Note that this comparison is really old, from mid-2014, while the tested dietlibc is from 2009 (although not much changed since).


Good point - it should definitely be dismissed without any further explanation. What possible relevance could anything from 18 months ago have to today?


What? I never even implied anything like that. It just should be taken with a grain of salt, as quite a few points will be out of date (e.g., supported features, code size, …).


From the text: "uClibc 0.9.33.2 (Buildroot 2015.02)"

In all fairness, this can't be from mid-2014 if they used a library build from 2015.


So why are both musl and glibc from mid/early 2014, and dietlibc from 2009? That's an awful lot of cherry-picking versions with no stated justification.
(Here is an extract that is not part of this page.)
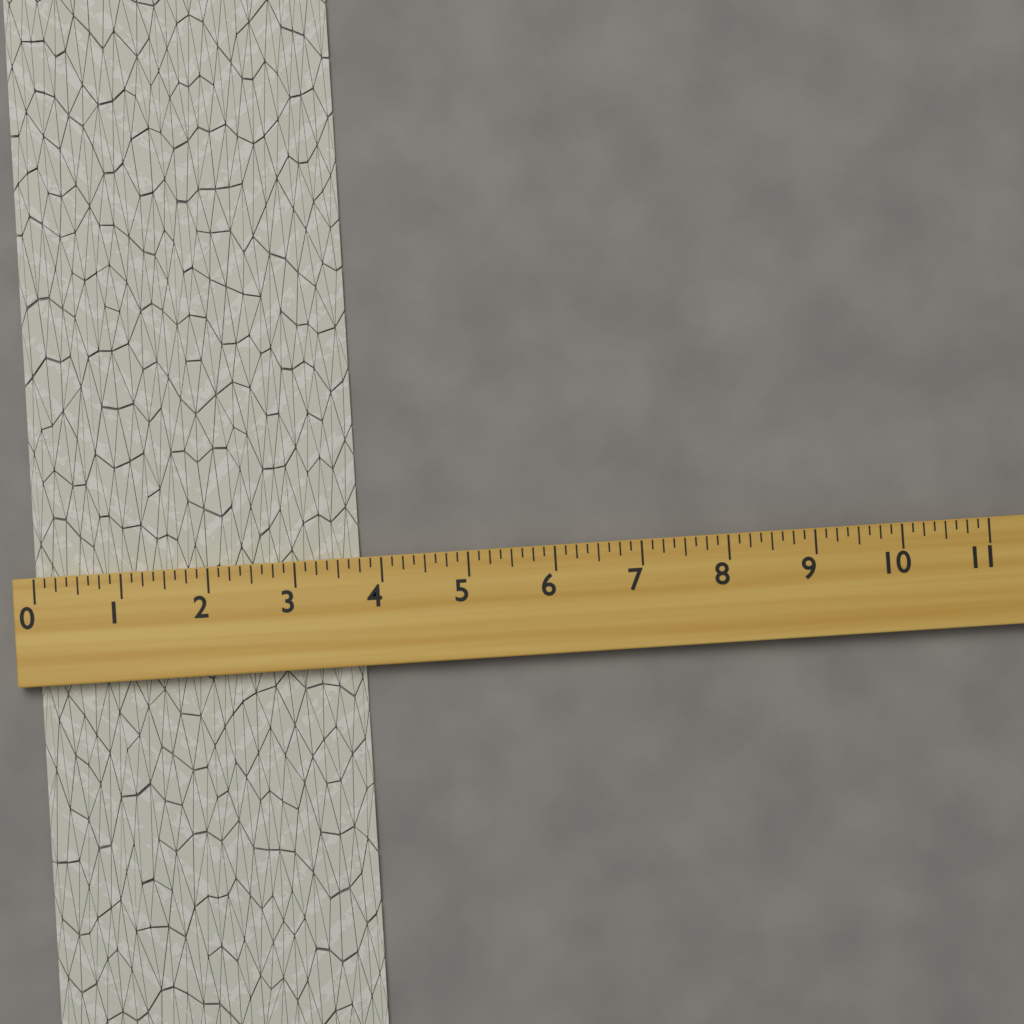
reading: 3.750 (no unit)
I think it's because those are the freshest stable versions the author could use? uClibc 0.9.33.2 by itself was released in 2012. I guess he had a reason for using the BuildRoot 2015.2 version.


Nice comparison. It would be interesting to see how different BSD's libc compares to these.


The footnote indicator † is not resolved in this document, leaving us to speculate as to what the author could possibly have meant by "2.0M†'.


I'm guessing it's the inclusion of iconv:

> size totals for glibc include the size of iconv modules, roughly 5M, in the “Complete .so set” figure. These are essential to providing certain functionality, and should be installed whether static or dynamic linking is being used.